Professor Norman Davidson | |
---|---|
Born | James Norman Davidson 5 March 1911 |
Died | 11 September 1972 | (aged 61)
Fields | Biochemistry |
Institutions |
University of Aberdeen University of St Andrews University of Glasgow |
Alma mater | University of Edinburgh |
Notable awards |
Fellow of the Royal Society FRSE |
James Norman Davidson CBE PRSE FRS (5 March 1911 – 11 September 1972) was a Scottish biochemist, pioneer molecular biologist and textbook author. The Davidson Building at Glasgow University is named after him.
He was the only child of James Davidson FRSE FSA (1873-1956) a lawyer, Treasurer of the Carnegie Trust for the Universities of Scotland, originally from Aberdeenshire, and his wife, Wilhelmina Ibberson Foote. He was born in Edinburgh on 5 March 1911 and lived in the family home of 30 Bruntsfield Gardens in the south of the city. He was educated locally, at George Watson's College, where he was dux.
He then studied Medicine and Organic Chemistry at the University of Edinburgh graduating BSc degree in 1934, MB ChB in 1937, MD in 1939 and an honorary DSc in 1945.
In 1937/38 he studied under Otto Heinrich Warburg in Berlin-Dahlem, in the turbulent pre-war days. He returned to Scotland in autumn of 1938 to begin lecturing in Biochemistry at St Andrews University. From 1940 to 45 he was Senior Lecturer in Biochemistry at Aberdeen University.
In 1941 he was elected a Fellow of the Royal Society of Edinburgh. His proposers were James P Kendall, Ernest Cruickshank, Robert Campbell Garry, and Anderson Gray M'Kendrick. He was Secretary to the society 1949-1954, Vice President 1955-58 and served two terms as President from 1958–59 and 1964-67.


§ **WHAT TO PRODUCE**: Write out all of the data without omission, exactly as shown.

Figure record listings:
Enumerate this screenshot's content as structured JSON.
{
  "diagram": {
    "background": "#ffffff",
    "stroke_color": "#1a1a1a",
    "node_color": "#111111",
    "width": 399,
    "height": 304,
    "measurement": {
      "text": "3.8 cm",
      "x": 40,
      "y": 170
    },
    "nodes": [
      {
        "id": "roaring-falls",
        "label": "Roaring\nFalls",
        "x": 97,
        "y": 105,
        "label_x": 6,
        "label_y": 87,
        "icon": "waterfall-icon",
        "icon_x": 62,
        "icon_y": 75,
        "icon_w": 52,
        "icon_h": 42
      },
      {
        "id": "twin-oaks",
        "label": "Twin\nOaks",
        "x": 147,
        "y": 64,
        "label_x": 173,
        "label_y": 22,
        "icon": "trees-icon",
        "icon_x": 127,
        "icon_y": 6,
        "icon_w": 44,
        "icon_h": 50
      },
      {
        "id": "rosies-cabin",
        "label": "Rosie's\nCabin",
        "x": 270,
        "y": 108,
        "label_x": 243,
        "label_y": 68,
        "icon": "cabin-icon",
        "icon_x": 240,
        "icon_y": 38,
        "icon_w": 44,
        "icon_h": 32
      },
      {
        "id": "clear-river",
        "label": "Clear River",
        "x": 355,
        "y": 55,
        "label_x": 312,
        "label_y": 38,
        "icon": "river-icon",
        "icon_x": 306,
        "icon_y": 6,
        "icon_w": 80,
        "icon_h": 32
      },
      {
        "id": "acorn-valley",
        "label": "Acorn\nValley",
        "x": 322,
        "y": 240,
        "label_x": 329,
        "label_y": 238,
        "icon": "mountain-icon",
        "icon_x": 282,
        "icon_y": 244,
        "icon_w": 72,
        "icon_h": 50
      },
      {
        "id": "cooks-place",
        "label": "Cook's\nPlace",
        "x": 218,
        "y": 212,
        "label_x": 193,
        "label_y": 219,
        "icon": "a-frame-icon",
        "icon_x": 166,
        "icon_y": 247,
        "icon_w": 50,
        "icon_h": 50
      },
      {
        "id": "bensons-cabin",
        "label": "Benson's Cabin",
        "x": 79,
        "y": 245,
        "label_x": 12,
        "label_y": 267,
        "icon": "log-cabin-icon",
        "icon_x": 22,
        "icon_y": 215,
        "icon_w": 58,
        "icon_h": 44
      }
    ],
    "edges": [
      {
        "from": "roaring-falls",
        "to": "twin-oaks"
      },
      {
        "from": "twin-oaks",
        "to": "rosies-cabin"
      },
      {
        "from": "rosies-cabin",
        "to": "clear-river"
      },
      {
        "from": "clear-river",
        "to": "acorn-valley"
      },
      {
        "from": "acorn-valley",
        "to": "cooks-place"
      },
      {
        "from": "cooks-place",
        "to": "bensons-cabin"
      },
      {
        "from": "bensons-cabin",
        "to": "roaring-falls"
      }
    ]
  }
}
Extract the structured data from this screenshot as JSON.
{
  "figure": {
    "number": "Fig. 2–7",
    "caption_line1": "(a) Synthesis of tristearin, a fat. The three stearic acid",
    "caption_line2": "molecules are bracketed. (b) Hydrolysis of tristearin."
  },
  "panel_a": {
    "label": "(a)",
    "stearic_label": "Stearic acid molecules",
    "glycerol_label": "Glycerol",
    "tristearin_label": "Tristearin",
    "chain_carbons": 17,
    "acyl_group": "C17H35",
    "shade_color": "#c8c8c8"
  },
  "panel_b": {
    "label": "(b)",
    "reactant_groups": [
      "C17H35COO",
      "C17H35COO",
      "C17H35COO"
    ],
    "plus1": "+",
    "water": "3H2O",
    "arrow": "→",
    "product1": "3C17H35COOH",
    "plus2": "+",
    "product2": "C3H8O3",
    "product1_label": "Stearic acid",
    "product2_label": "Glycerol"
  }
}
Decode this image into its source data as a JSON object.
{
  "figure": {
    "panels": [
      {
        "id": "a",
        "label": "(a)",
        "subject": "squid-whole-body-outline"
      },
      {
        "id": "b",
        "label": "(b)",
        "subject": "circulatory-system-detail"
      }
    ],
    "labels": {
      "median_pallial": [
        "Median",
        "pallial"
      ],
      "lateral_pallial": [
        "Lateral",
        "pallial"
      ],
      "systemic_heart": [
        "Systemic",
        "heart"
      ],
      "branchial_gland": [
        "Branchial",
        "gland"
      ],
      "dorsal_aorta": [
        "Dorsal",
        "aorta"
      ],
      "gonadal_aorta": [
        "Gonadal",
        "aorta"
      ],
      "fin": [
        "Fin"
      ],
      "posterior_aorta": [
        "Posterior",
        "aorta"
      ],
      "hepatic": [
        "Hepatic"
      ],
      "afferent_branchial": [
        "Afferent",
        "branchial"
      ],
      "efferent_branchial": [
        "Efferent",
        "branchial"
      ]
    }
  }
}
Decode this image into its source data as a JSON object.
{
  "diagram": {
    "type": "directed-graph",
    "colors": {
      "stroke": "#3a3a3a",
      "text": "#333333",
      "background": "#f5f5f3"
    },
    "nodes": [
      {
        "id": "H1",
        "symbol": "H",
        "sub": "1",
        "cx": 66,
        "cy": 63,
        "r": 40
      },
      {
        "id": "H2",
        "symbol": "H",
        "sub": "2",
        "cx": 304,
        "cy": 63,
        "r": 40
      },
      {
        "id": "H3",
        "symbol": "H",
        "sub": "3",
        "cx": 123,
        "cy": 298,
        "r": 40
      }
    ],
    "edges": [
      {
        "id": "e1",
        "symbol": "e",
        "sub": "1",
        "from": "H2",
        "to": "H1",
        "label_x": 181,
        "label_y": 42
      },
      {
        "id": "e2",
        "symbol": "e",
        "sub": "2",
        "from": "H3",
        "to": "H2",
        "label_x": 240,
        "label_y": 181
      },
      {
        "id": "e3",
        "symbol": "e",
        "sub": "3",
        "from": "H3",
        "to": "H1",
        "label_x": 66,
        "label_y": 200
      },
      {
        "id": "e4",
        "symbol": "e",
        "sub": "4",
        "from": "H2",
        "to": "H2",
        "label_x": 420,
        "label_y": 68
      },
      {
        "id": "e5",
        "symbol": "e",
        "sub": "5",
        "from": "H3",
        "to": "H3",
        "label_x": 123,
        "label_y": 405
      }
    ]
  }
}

§ **RESULT**:
Enumerate this screenshot's content as structured JSON.
{
  "diagram": {
    "background": "#ffffff",
    "stroke_color": "#1a1a1a",
    "node_color": "#111111",
    "width": 399,
    "height": 304,
    "measurement": {
      "text": "3.8 cm",
      "x": 40,
      "y": 170
    },
    "nodes": [
      {
        "id": "roaring-falls",
        "label": "Roaring\nFalls",
        "x": 97,
        "y": 105,
        "label_x": 6,
        "label_y": 87,
        "icon": "waterfall-icon",
        "icon_x": 62,
        "icon_y": 75,
        "icon_w": 52,
        "icon_h": 42
      },
      {
        "id": "twin-oaks",
        "label": "Twin\nOaks",
        "x": 147,
        "y": 64,
        "label_x": 173,
        "label_y": 22,
        "icon": "trees-icon",
        "icon_x": 127,
        "icon_y": 6,
        "icon_w": 44,
        "icon_h": 50
      },
      {
        "id": "rosies-cabin",
        "label": "Rosie's\nCabin",
        "x": 270,
        "y": 108,
        "label_x": 243,
        "label_y": 68,
        "icon": "cabin-icon",
        "icon_x": 240,
        "icon_y": 38,
        "icon_w": 44,
        "icon_h": 32
      },
      {
        "id": "clear-river",
        "label": "Clear River",
        "x": 355,
        "y": 55,
        "label_x": 312,
        "label_y": 38,
        "icon": "river-icon",
        "icon_x": 306,
        "icon_y": 6,
        "icon_w": 80,
        "icon_h": 32
      },
      {
        "id": "acorn-valley",
        "label": "Acorn\nValley",
        "x": 322,
        "y": 240,
        "label_x": 329,
        "label_y": 238,
        "icon": "mountain-icon",
        "icon_x": 282,
        "icon_y": 244,
        "icon_w": 72,
        "icon_h": 50
      },
      {
        "id": "cooks-place",
        "label": "Cook's\nPlace",
        "x": 218,
        "y": 212,
        "label_x": 193,
        "label_y": 219,
        "icon": "a-frame-icon",
        "icon_x": 166,
        "icon_y": 247,
        "icon_w": 50,
        "icon_h": 50
      },
      {
        "id": "bensons-cabin",
        "label": "Benson's Cabin",
        "x": 79,
        "y": 245,
        "label_x": 12,
        "label_y": 267,
        "icon": "log-cabin-icon",
        "icon_x": 22,
        "icon_y": 215,
        "icon_w": 58,
        "icon_h": 44
      }
    ],
    "edges": [
      {
        "from": "roaring-falls",
        "to": "twin-oaks"
      },
      {
        "from": "twin-oaks",
        "to": "rosies-cabin"
      },
      {
        "from": "rosies-cabin",
        "to": "clear-river"
      },
      {
        "from": "clear-river",
        "to": "acorn-valley"
      },
      {
        "from": "acorn-valley",
        "to": "cooks-place"
      },
      {
        "from": "cooks-place",
        "to": "bensons-cabin"
      },
      {
        "from": "bensons-cabin",
        "to": "roaring-falls"
      }
    ]
  }
}
Extract the structured data from this screenshot as JSON.
{
  "figure": {
    "number": "Fig. 2–7",
    "caption_line1": "(a) Synthesis of tristearin, a fat. The three stearic acid",
    "caption_line2": "molecules are bracketed. (b) Hydrolysis of tristearin."
  },
  "panel_a": {
    "label": "(a)",
    "stearic_label": "Stearic acid molecules",
    "glycerol_label": "Glycerol",
    "tristearin_label": "Tristearin",
    "chain_carbons": 17,
    "acyl_group": "C17H35",
    "shade_color": "#c8c8c8"
  },
  "panel_b": {
    "label": "(b)",
    "reactant_groups": [
      "C17H35COO",
      "C17H35COO",
      "C17H35COO"
    ],
    "plus1": "+",
    "water": "3H2O",
    "arrow": "→",
    "product1": "3C17H35COOH",
    "plus2": "+",
    "product2": "C3H8O3",
    "product1_label": "Stearic acid",
    "product2_label": "Glycerol"
  }
}
Decode this image into its source data as a JSON object.
{
  "figure": {
    "panels": [
      {
        "id": "a",
        "label": "(a)",
        "subject": "squid-whole-body-outline"
      },
      {
        "id": "b",
        "label": "(b)",
        "subject": "circulatory-system-detail"
      }
    ],
    "labels": {
      "median_pallial": [
        "Median",
        "pallial"
      ],
      "lateral_pallial": [
        "Lateral",
        "pallial"
      ],
      "systemic_heart": [
        "Systemic",
        "heart"
      ],
      "branchial_gland": [
        "Branchial",
        "gland"
      ],
      "dorsal_aorta": [
        "Dorsal",
        "aorta"
      ],
      "gonadal_aorta": [
        "Gonadal",
        "aorta"
      ],
      "fin": [
        "Fin"
      ],
      "posterior_aorta": [
        "Posterior",
        "aorta"
      ],
      "hepatic": [
        "Hepatic"
      ],
      "afferent_branchial": [
        "Afferent",
        "branchial"
      ],
      "efferent_branchial": [
        "Efferent",
        "branchial"
      ]
    }
  }
}
Decode this image into its source data as a JSON object.
{
  "diagram": {
    "type": "directed-graph",
    "colors": {
      "stroke": "#3a3a3a",
      "text": "#333333",
      "background": "#f5f5f3"
    },
    "nodes": [
      {
        "id": "H1",
        "symbol": "H",
        "sub": "1",
        "cx": 66,
        "cy": 63,
        "r": 40
      },
      {
        "id": "H2",
        "symbol": "H",
        "sub": "2",
        "cx": 304,
        "cy": 63,
        "r": 40
      },
      {
        "id": "H3",
        "symbol": "H",
        "sub": "3",
        "cx": 123,
        "cy": 298,
        "r": 40
      }
    ],
    "edges": [
      {
        "id": "e1",
        "symbol": "e",
        "sub": "1",
        "from": "H2",
        "to": "H1",
        "label_x": 181,
        "label_y": 42
      },
      {
        "id": "e2",
        "symbol": "e",
        "sub": "2",
        "from": "H3",
        "to": "H2",
        "label_x": 240,
        "label_y": 181
      },
      {
        "id": "e3",
        "symbol": "e",
        "sub": "3",
        "from": "H3",
        "to": "H1",
        "label_x": 66,
        "label_y": 200
      },
      {
        "id": "e4",
        "symbol": "e",
        "sub": "4",
        "from": "H2",
        "to": "H2",
        "label_x": 420,
        "label_y": 68
      },
      {
        "id": "e5",
        "symbol": "e",
        "sub": "5",
        "from": "H3",
        "to": "H3",
        "label_x": 123,
        "label_y": 405
      }
    ]
  }
}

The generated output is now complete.